On 07/10/2014 09:12 PM, Amos Jeffries wrote:
> On 11/07/2014 10:15 a.m., Alex Rousskov wrote:
>>     I propose adding support for a third adaptation vectoring point:
>> post-cache REQMOD. Services at this new point receive cache miss
>> requests and may adapt them as usual. If a service satisfies the
>> request, the service response may get cached by Squid. As you know,
>> Squid currently support pre-cache REQMOD and pre-cache RESPMOD.
> 
> Just to clarify you mean this to be the vectoring point which receives
> MISS-only traffic, as the existing one(s) receive HIT+MISS traffic?

+ pre-cache REQMOD receives HIT+MISS request traffic.
+ pre-cache RESPMOD receives MISS response traffic.
* post-cache REQMOD receives MISS request traffic.
- post-cache RESPMOD receives HIT+MISS response traffic.

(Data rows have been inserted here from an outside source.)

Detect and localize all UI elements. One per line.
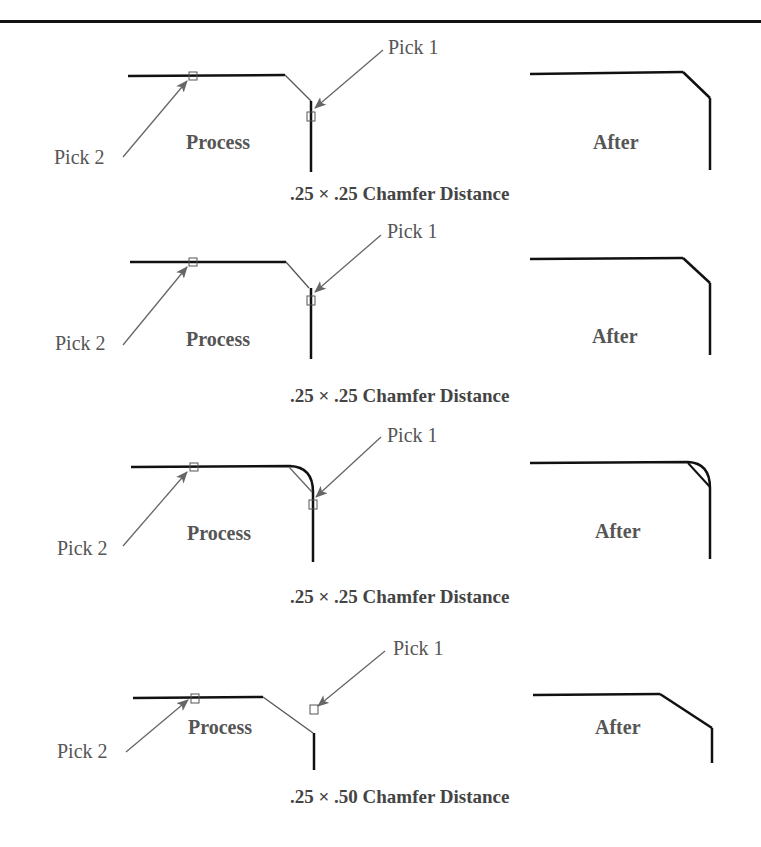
pick-2-label: Pick 2	[54, 146, 105, 169]
process-label: Process	[188, 716, 252, 739]
pick-1-arrow	[318, 651, 385, 706]
pick-1-arrow	[316, 437, 381, 497]
process-label: Process	[187, 522, 251, 545]
pick-1-label: Pick 1	[387, 220, 438, 243]
panel-caption: .25 × .25 Chamfer Distance	[290, 586, 509, 608]
pick-2-arrow	[123, 472, 187, 546]
panel-3-after-geometry	[530, 462, 710, 559]
panel-caption: .25 × .50 Chamfer Distance	[290, 786, 509, 808]
pick-2-arrow	[123, 267, 187, 345]
after-label: After	[593, 131, 639, 154]
panel-4-process-geometry	[126, 651, 385, 770]
after-label: After	[595, 716, 641, 739]
chamfer-diagram	[0, 0, 761, 847]
after-label: After	[595, 520, 641, 543]
pick-1-arrow	[315, 235, 381, 292]
panel-caption: .25 × .25 Chamfer Distance	[290, 183, 509, 205]
process-label: Process	[186, 131, 250, 154]
pick-2-arrow	[123, 81, 187, 157]
pick-1-label: Pick 1	[393, 637, 444, 660]
panel-caption: .25 × .25 Chamfer Distance	[290, 385, 509, 407]
panel-1-process-geometry	[123, 50, 383, 172]
process-label: Process	[186, 328, 250, 351]
pick-1-arrow	[315, 50, 383, 108]
after-label: After	[592, 325, 638, 348]
panel-2-process-geometry	[123, 235, 381, 359]
pick-2-label: Pick 2	[57, 537, 108, 560]
pick-2-arrow	[126, 700, 188, 752]
pick-1-marker	[310, 705, 318, 714]
pick-1-label: Pick 1	[388, 36, 439, 59]
pick-2-label: Pick 2	[55, 332, 106, 355]
panel-3-process-geometry	[123, 437, 381, 562]
panel-1-after-geometry	[530, 72, 710, 170]
pick-2-label: Pick 2	[57, 740, 108, 763]
pick-1-label: Pick 1	[387, 424, 438, 447]
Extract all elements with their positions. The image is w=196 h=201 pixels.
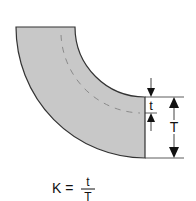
formula-lhs: K = [52,180,73,196]
T-arrow-top-head [169,97,179,108]
formula-denominator: T [84,190,92,201]
k-factor-diagram: t T K = t T [0,0,196,201]
t-arrow-top-head [147,88,155,97]
T-label: T [170,119,179,135]
formula-numerator: t [86,175,90,189]
T-arrow-bottom-head [169,147,179,158]
bent-sheet-shape [16,27,145,158]
t-label: t [149,98,153,113]
t-arrow-bottom-head [147,113,155,122]
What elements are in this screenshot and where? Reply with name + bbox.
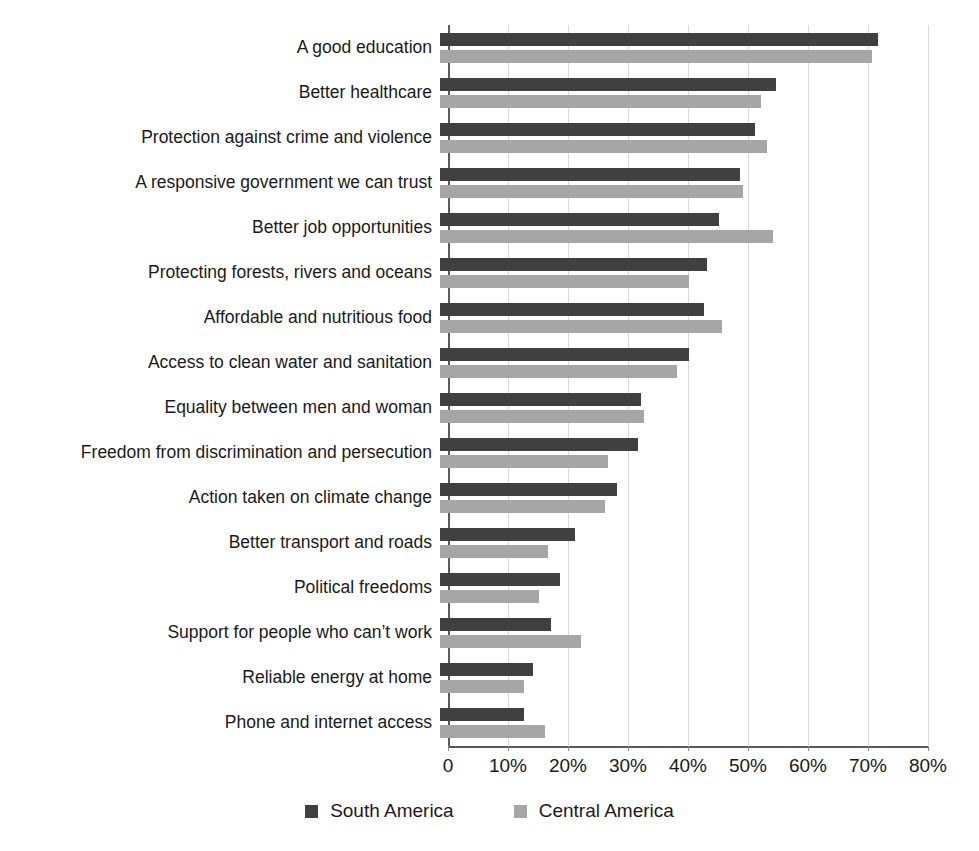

All four vectoring points are documented in RFC 3507. Squid currently
supports the first two. I propose adding support for the third. Each of
the four points (and probably other!) is useful for some use cases.

Besides getting different HIT/MISS traffic mixture, there are other
differences between these vectoring points. For example, pre-cache
REQMOD responses go straight to the HTTP client while post-cache REQMOD
responses may be cached by Squid (this example is about request
satisfaction mode of REQMOD).


>> We have received many requests for post-cache adaptation support
>> throughput the years, and I personally resisted the temptation of adding
>> another layer of complexity (albeit an optional one) because it is a lot
>> of work and because many use cases could be addressed without post-cache
>> adaptation support.
>>
>> The last straw (and the motivation for this RFC) was PageSpeed[1]
>> integration. With PageSpeed, one can generate various variants of
>> "optimized" content. For example, mobile users may receive smaller
>> images. Apache and Nginx support PageSpeed modules. It is possible to
>> integrate Squid with PageSpeed (and similar services) today, but it is
>> not possible for Squid to _cache_ those generated variants unless one is
>> willing to pay for another round trip to the origin server to get
>> exactly the same unoptimized content.
> 
> Can you show how they are violating standard HTTP variant caching? the
> HTTPbis should probably be informed of the problem.
> If it is actually within standard then it would seem to be a missing
> feature of Squid to cache them properly. We could improve better by
> fixing Squid to cache more compliant traffic.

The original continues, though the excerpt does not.